Pilate’s motivation for keeping what he had written was not because he believed Jesus was king, but because he wanted to make clear: This is what happens to any so-called king in the realm of the one and only king, Ceasar. So, what else do we expect a tyrant to say? What else do we expect from anyone who is too weak to stand up to the threat of real power, gently but persistently reminding him that his days of brute force are numbered and, in the end, will not prevail. Rest assured, Caesar is dead and Christ lives! The imperial city of ancient Rome is but ashes and the kingdom of God lives on!
This, sisters and brothers, is the context in which the work of our Appreciative Inquiry is unfolding. It is the world in which our communal work, our shared mission, collective vision and Christian vocation is unfolding. Let not the difficulties we face in our world today dampen our spirits but rather fill us with firm resolve that we do this work as beloved community not for ourselves, but for the world that needs us to be a beacon of light among so many other beacons shining from the hearts of people of good will across the world.
The hand of Providence is already leading us on. Christ is already in our midst. The Spirit is already at work. Our hope is not to be found out there, but within ourselves, among the members of this beloved community. The more we know ourselves the more we will be able to respond to the call to be contemplative disciples in the world. But know this: we do not stand alone. This is the moment we are summoned to dispense with lip-service, and to ask ourselves whether we are ready to commit ever-more so to becoming the Body of Christ in the world, trusting (as Mother Church has taught across the centuries) that the Christ whom we profess is indeed the Alpha and Omega, the First and the Last. The Beginning and the End. And reigns, even now, victorious.
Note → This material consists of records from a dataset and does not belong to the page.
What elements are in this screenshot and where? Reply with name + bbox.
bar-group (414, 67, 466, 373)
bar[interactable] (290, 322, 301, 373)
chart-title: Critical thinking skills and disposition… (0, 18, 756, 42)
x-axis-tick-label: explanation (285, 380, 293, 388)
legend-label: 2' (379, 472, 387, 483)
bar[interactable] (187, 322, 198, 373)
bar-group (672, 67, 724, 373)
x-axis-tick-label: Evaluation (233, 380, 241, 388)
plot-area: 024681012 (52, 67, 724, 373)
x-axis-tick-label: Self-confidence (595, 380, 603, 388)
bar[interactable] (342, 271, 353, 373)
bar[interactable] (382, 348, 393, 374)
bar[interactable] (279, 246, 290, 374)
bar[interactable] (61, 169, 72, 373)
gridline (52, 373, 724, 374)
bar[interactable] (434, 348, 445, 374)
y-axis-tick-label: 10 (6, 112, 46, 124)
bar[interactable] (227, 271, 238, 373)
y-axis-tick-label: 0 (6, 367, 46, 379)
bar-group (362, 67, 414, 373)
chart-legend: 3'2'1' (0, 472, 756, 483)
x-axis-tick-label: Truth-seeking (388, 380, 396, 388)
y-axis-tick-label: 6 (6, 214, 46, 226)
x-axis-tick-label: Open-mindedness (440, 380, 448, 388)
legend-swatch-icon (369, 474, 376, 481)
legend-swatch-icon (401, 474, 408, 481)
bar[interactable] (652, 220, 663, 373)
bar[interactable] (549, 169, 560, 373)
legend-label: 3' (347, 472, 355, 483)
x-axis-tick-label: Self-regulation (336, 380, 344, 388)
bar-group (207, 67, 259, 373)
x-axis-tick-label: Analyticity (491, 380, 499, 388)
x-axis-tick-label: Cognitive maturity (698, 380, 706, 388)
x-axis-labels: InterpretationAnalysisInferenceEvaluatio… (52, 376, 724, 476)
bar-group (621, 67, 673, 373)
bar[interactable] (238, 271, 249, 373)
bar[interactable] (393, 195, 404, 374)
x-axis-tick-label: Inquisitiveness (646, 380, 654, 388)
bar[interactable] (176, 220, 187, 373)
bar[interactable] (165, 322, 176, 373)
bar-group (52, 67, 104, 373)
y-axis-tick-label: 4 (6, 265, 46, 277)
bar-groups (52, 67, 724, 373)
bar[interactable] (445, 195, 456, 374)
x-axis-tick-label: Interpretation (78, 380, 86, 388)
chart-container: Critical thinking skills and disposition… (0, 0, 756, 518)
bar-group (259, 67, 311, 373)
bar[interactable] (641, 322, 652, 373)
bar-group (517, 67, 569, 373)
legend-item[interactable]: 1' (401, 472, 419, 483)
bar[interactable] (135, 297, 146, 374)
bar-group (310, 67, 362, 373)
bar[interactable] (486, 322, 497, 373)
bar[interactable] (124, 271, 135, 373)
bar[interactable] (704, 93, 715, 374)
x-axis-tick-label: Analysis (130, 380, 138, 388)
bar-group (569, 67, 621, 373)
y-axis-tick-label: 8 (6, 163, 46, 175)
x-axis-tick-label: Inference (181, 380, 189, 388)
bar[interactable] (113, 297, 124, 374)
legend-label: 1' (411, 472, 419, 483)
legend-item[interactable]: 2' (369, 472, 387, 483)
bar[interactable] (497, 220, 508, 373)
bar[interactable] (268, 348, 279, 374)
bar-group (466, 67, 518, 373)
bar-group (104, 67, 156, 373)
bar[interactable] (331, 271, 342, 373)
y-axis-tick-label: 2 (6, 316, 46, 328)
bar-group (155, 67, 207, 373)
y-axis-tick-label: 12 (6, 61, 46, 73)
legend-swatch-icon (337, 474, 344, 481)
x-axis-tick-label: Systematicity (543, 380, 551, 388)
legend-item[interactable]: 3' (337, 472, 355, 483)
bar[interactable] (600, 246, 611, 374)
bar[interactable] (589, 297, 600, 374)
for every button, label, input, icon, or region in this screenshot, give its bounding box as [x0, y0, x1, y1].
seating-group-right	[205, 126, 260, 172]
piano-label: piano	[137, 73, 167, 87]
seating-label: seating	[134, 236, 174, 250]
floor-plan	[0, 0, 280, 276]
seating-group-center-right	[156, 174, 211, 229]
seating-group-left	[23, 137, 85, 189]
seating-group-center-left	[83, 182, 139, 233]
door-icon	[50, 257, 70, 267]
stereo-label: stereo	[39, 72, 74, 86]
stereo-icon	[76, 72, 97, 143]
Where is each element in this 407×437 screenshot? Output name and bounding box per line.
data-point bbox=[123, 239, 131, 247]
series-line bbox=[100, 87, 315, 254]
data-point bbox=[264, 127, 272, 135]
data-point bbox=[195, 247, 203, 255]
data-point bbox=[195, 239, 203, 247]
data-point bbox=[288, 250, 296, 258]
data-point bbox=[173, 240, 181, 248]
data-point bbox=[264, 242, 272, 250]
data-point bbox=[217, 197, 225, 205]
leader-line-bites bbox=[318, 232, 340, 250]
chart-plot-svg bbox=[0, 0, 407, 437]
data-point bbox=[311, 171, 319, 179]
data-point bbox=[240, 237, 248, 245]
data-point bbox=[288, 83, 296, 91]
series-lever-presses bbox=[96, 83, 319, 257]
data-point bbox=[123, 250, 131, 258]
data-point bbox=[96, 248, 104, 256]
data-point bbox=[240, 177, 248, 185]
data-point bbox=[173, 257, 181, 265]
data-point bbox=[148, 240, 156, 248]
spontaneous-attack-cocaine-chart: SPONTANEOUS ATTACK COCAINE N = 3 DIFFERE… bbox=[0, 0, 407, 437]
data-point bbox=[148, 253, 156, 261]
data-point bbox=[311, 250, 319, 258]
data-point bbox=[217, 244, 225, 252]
Let me close then with a stanza from the poem, “The Present Crisis” penned in 1845, by James Russel Lowell at a time when our country was bitterly divided as it is now, and hopelessly under the shadow of the tyranny of slavery. Yet in the midst of that political crisis Lowell offered the assurance of God’s ultimate victory over tyranny:
Careless seems the great Avenger;
history's pages but record
One death-grapple in the darkness
'twixt old systems and the Word;
Truth forever on the scaffold,
Wrong forever on the throne, —
Yet that scaffold sways the future,
and, behind the dim unknown,
Standeth God within the shadow,
keeping watch above his own.
And may that great Avenger bless you, liberate you, and transform us evermore-so into that beautiful, mystical, glorious Body of Christ: + The Three in One and One in Three. Amen.